On July 9, 1937, David Hockney was born in Bradford, Yorkshire, in the north of England. He grew up in a modest, working-class family. He is the fourth of five children. Raised by a father close to the Communist Party and a conscientious objector during the Second World War, he kept many of his values ​​and refused to do his military service as an adult, preferring to opt for civilian service.

He assumed his homosexuality in his art from the start

In 1959, David Hockney joined the Royal College of Art in London. From the start of his career, the Englishman chose not to hide his homosexuality, starting with the painting “We Two Boys Together Clinging” (1961). A courageous choice for the time since homosexuality was criminalized in the United Kingdom until 1967. Three years earlier, he flew to California and discovered there a freedom of thought and action that he did not know in his native England.

He wrote a book on the great masters of painting

In the early 2000s, the Englishman left his color palette aside to take an interest in the great masters of painting, namely Leonardo da Vinci, Caravaggio, Velasquez and Van Eyck, and explained how the Renaissance operated a turning point. It analyzes work by work how painters constructed and brought such masterpieces to life, with supporting photos and scientific explanations. The first edition of “Secret Knowledge – The Lost Techniques of the Old Masters” was published in 2001.

He loves dachshunds

David Hockney likes dogs, but not just any dogs: dachshunds. In 1999, he even published a book devoted to his two companions, short-haired dachshunds, Stanley and Boogie, which he portrayed in pencil sketches and oil paintings.

He is vying for the auction record with Jeff Koons

In 2018, the painter’s painting, “Portrait of an Artist”, sold for $90 million at Christie’s in New York. It is then the most expensive work at auction by a living artist. Hockney overtook Jeff Koons, who held the record with his “Ballon Dog”, sold for 58.4 million dollars in 2013. Finally, the American regained first place in May 2020. His “Rabbit” sold for 91 million de dollars.

He has been deaf since the late 70s.

At just forty years old, David Hockney begins to go deaf, like his father was at the same age. Little by little, it becomes complicated for the painter to perceive high-pitched voices, especially women, he explains while giving art lessons in California, then to distinguish group discussions. He has worn hearing aids since 1979 and credits his deafness with helping him see painting differently.

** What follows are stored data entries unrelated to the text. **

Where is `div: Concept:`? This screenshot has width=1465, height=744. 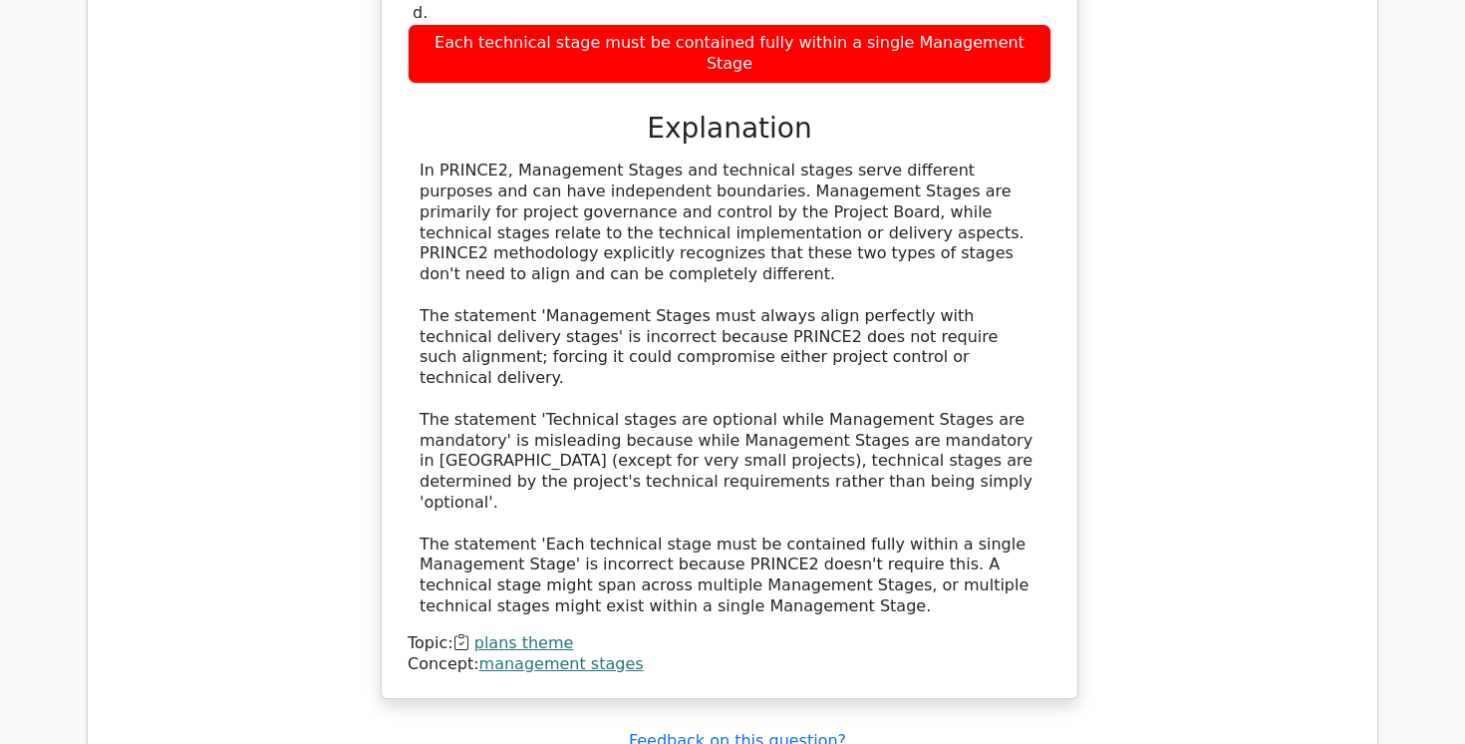
div: Concept: is located at coordinates (730, 664).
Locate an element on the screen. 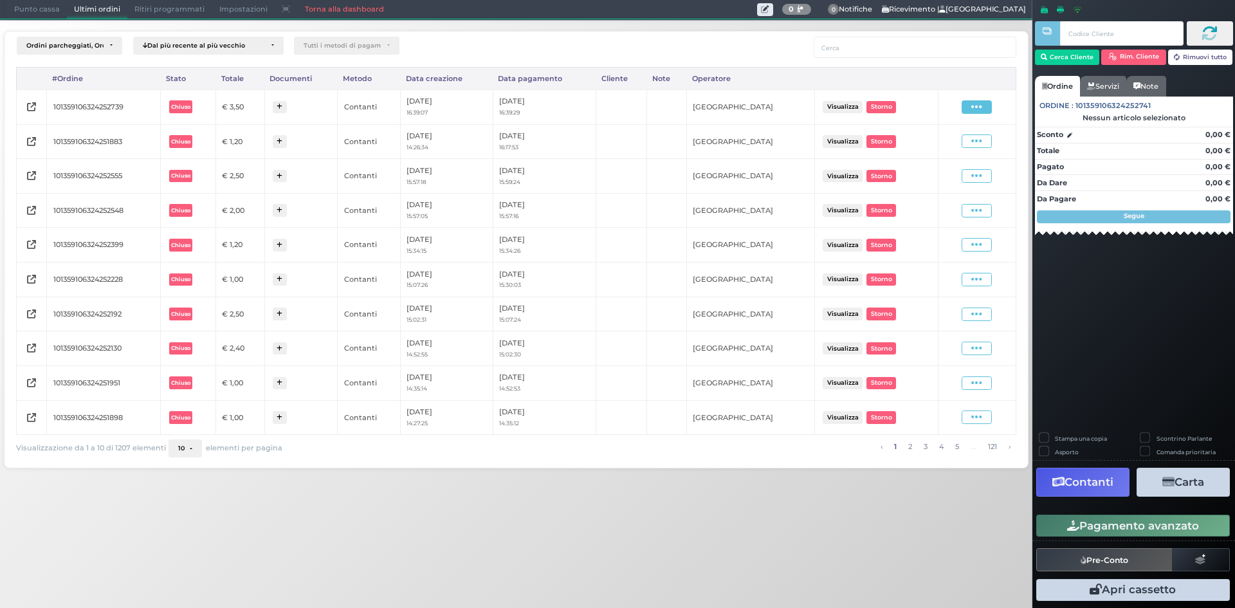 This screenshot has height=608, width=1235. button: Rim. Cliente is located at coordinates (1133, 57).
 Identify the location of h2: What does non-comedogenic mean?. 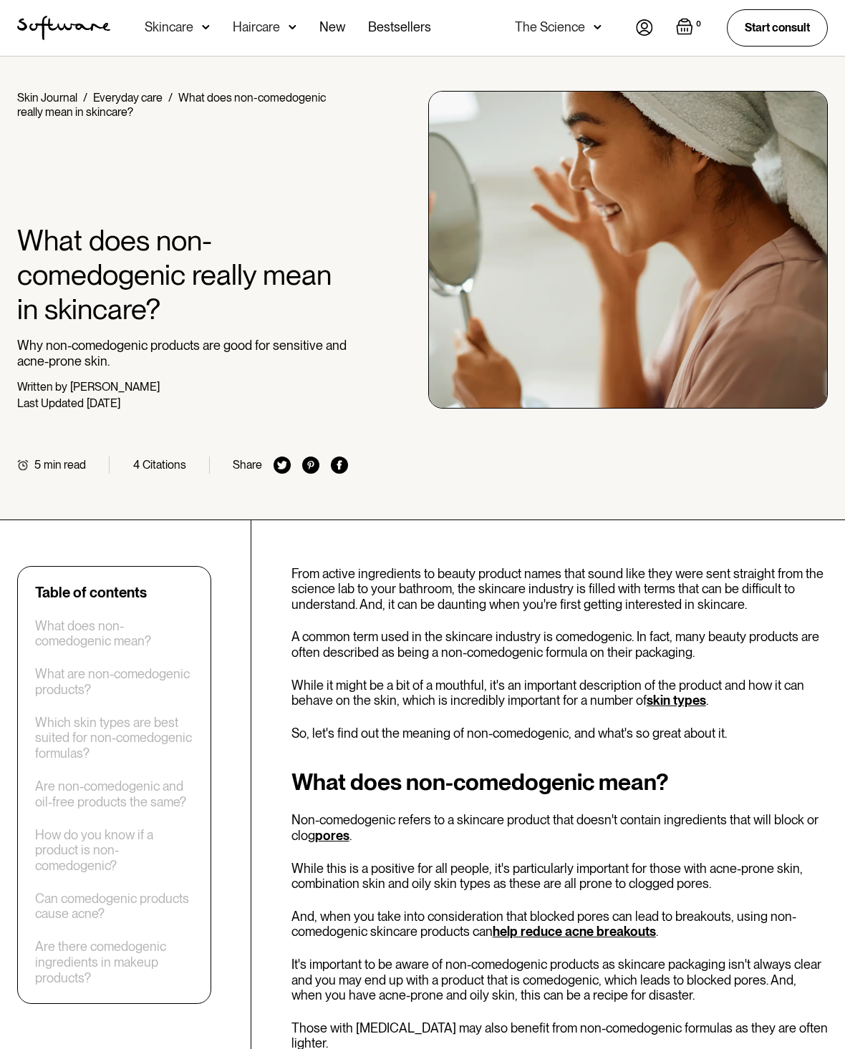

He has lived in Normandy since 2019

In 2019, David Hockney moved to Normandy, more precisely to the Pays d’Auge, in Beuvron-en-Auge, near Caen, after having spent most of his life in Los Angeles. He launched a new phase of his work there. In 2021, in the midst of a pandemic, David Hockney created “A Year in Normandy”, drawings of his house and garden, over the seasons, made on iPad – a method he has been using for ten years. They are presented a few months later at the Musée de l’Orangerie in Paris.